The discoveries of modern science – their range, rapidity, and power – have amazed the entire world. Blaise Pascal saw man as a creature marooned between two infinities of space, large and small; yet scientific inquiry seems to press against each one at once, searching beyond the cell into regions of the sub-atomic, while, at the same time, expanding man’s gaze to glimpse the farthest stars. Such prodigies of knowledge pale only before the wonders of their application: technology has given us so much – everything from life-saving medical treatments to the most trivial conveniences which soon feel so essential.

But the very prestige which science rightly enjoys creates quite dangerous perils – perils which we, as the recent witnesses of the 20th-century’s horrors, know only too well: the same German chemist who revolutionized modern food production was also an infamous pioneer of chemical warfare; the world’s greatest physicists produced the world’s worst weapon, the nuclear bomb. These troubling paradoxes should, therefore, make us suspect of any research untethered to good objectives – and objective goods; the communists’ slogan, “Forward!” always begs the question: “Where?”

When asked if the North Pole belonged to Canada, Liberal leader Justin Trudeau said he would take the advice of scientists. This recent rejoinder from the Liberal leader illustrates the problems which scientific progress creates in average minds: the advances of science inspire a hope which they cannot possibly fulfill. The professionals who have formed themselves into communities of empirical inquiry do indeed live out a very high calling – yet their hesitant, skeptical, and doggedly fact-driven minds resist offering the very answers which the public seems to expect.

Scientists cannot give what they do not have, and the facts about the world which they discover can never supplant the wisdom, the values, and the central truths which come to us from longer traditions of much deeper knowledge – traditions, in fact, which created the conditions for the enterprise of modern science itself. Science, then, is the child of a more ambitious human quest, and cannot pretend to answer to the longings of the heart; nor can it ignore the profound moral intuitions which are offended by the misguided steps of its sometimes so-called progress. Instead, in the aridity of rationalism that emerges when a mere method of human knowing is turned into the horizon of human life, souls die of thirst in the shallows of senses – a fatal vacuum which is also the breeding ground for the clinical inhumanity which is science without morals. Thus, to the science that has discovered what we had never dreamed, we must now teach the truths of the heart which, though often ignored, are never forgotten.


- [TASK STATEMENT] Look through the data and write out every line with the word "will" in it.

── GIVEN RECORDS ──

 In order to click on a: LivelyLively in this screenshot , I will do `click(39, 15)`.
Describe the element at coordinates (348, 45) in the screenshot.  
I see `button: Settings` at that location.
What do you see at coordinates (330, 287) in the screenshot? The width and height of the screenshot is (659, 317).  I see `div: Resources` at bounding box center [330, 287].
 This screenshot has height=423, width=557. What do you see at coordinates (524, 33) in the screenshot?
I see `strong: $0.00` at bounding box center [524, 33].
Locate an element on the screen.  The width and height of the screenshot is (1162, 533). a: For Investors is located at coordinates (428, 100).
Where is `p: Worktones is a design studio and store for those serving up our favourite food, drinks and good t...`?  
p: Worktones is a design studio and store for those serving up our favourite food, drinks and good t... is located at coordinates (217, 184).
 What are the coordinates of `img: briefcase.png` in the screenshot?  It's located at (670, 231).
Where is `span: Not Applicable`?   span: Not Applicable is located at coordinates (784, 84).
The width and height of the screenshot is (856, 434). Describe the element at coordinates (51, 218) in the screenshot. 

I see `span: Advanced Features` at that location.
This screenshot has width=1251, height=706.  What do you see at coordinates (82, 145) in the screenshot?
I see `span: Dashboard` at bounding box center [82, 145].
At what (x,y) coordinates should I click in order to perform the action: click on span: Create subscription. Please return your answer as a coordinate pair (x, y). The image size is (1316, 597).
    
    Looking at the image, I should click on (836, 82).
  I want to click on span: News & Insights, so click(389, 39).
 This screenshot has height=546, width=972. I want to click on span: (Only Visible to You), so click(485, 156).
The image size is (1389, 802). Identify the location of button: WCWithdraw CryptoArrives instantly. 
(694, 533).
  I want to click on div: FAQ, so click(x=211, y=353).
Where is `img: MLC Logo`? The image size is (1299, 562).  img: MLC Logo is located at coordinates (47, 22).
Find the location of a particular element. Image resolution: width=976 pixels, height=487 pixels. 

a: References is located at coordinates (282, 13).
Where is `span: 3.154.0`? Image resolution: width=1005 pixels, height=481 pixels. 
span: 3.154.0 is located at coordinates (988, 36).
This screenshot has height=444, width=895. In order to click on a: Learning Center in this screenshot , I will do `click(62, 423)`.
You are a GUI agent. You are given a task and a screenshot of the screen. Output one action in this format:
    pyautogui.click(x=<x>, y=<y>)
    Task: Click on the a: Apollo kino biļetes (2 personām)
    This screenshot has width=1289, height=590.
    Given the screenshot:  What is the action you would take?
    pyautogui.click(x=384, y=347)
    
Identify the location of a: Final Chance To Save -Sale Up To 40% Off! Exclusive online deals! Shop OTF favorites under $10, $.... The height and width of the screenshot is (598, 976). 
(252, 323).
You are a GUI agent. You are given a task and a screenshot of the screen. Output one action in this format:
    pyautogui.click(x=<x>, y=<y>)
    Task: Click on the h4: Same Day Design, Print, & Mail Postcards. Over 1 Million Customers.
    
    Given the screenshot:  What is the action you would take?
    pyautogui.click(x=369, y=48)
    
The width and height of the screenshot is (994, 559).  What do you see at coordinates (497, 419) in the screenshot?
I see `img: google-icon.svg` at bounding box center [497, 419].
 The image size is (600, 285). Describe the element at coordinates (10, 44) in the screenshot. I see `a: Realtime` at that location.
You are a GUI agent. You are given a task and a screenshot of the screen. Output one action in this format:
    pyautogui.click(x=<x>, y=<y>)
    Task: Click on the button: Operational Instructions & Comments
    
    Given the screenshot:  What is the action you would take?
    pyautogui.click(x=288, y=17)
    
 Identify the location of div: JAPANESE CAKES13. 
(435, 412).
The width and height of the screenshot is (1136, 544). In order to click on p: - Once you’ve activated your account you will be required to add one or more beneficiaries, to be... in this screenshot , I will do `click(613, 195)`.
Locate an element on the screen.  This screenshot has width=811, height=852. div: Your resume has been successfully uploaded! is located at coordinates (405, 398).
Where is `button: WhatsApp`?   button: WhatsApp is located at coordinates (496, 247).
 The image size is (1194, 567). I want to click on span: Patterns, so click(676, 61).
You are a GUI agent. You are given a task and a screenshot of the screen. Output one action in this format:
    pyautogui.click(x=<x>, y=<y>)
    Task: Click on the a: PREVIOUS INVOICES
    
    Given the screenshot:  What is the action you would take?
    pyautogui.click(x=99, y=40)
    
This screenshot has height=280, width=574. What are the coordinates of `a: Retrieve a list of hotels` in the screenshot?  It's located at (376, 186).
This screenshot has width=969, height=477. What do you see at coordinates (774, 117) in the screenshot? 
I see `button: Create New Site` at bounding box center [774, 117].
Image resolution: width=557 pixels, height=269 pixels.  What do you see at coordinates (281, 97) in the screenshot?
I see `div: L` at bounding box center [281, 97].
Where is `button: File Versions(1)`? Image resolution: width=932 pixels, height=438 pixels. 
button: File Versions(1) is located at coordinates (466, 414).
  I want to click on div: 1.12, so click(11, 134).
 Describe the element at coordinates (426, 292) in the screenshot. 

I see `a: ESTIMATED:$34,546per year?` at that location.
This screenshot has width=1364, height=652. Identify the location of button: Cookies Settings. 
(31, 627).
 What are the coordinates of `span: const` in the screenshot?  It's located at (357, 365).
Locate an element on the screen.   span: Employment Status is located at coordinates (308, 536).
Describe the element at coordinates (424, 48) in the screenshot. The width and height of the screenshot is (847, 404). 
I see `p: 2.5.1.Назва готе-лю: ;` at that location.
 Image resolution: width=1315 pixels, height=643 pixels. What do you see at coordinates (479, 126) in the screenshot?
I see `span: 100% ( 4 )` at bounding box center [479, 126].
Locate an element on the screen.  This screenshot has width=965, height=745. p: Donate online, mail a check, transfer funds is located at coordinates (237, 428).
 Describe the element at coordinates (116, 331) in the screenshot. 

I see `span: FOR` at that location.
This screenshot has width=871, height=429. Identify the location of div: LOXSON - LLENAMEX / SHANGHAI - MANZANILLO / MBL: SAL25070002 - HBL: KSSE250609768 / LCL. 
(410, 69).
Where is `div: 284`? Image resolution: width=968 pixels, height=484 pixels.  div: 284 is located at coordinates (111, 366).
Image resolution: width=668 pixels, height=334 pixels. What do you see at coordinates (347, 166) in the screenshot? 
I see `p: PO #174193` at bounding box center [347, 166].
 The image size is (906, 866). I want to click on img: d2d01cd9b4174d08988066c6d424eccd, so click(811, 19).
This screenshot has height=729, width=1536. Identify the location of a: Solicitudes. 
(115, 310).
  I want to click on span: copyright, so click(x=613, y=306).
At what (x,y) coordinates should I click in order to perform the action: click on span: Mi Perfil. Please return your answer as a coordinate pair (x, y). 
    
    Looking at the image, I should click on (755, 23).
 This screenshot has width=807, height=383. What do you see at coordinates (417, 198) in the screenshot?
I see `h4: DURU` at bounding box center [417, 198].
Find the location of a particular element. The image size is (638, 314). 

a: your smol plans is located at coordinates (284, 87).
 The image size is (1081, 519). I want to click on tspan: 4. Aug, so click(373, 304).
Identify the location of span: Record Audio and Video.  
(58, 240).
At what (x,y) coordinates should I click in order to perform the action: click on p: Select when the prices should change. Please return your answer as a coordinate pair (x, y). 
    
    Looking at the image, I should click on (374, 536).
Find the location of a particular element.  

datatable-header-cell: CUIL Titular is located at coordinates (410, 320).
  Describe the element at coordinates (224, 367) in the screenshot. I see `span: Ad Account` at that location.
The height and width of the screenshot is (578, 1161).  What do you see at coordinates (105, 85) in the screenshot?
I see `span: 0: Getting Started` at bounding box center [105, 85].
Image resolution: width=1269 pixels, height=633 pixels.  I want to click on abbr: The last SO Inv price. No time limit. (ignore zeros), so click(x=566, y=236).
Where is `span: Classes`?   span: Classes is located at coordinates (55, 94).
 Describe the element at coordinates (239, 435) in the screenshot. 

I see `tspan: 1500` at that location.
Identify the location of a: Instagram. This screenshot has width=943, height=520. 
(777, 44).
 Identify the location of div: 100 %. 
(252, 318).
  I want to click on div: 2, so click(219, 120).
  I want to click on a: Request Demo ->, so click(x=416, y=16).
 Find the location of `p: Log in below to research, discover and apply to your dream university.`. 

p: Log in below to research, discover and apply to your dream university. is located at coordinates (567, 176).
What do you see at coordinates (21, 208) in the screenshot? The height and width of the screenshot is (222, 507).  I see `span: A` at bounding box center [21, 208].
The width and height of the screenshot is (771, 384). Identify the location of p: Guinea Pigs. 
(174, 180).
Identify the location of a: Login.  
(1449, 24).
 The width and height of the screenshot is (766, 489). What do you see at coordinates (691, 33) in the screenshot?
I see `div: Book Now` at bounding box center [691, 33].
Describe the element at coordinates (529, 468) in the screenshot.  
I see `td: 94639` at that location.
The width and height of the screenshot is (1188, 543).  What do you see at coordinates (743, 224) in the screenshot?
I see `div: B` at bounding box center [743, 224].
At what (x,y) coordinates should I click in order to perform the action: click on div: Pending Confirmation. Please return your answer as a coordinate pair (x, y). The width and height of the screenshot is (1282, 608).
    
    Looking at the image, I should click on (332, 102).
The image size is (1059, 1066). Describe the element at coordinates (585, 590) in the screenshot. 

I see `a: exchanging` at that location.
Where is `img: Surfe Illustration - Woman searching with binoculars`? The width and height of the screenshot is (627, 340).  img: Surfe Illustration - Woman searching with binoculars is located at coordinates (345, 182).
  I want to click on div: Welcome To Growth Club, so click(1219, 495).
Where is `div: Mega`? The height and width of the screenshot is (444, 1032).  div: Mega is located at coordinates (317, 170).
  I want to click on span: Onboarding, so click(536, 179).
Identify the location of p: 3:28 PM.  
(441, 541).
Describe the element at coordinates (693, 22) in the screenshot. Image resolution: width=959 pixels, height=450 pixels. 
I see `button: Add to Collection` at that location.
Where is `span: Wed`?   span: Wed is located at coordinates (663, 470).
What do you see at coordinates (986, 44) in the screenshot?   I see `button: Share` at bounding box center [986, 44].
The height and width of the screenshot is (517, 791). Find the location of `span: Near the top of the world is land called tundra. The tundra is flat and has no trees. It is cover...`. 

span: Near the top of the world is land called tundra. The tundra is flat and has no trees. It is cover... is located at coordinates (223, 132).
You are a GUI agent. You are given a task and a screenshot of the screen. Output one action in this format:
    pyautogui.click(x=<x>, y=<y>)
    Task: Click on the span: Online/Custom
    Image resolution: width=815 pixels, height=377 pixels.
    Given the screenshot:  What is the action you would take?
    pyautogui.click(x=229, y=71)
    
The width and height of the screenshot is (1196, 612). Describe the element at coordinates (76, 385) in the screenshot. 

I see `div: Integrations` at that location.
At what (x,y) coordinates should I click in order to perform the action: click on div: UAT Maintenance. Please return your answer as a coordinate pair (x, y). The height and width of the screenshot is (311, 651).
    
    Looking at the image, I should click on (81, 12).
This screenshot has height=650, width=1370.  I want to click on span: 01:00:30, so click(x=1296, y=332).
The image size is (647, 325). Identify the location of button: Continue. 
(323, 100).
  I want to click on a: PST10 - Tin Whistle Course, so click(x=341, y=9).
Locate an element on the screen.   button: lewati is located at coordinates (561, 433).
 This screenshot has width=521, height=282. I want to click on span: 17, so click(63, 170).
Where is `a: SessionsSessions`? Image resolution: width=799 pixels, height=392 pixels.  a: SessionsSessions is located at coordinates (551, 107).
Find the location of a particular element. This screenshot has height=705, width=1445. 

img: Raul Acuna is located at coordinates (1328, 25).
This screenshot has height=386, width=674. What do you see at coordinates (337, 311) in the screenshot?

───

- [EXERCISE RESULT]
 In order to click on a: LivelyLively in this screenshot , I will do `click(39, 15)`.
This screenshot has height=444, width=895. In order to click on a: Learning Center in this screenshot , I will do `click(62, 423)`.
The width and height of the screenshot is (1136, 544). In order to click on p: - Once you’ve activated your account you will be required to add one or more beneficiaries, to be... in this screenshot , I will do `click(613, 195)`.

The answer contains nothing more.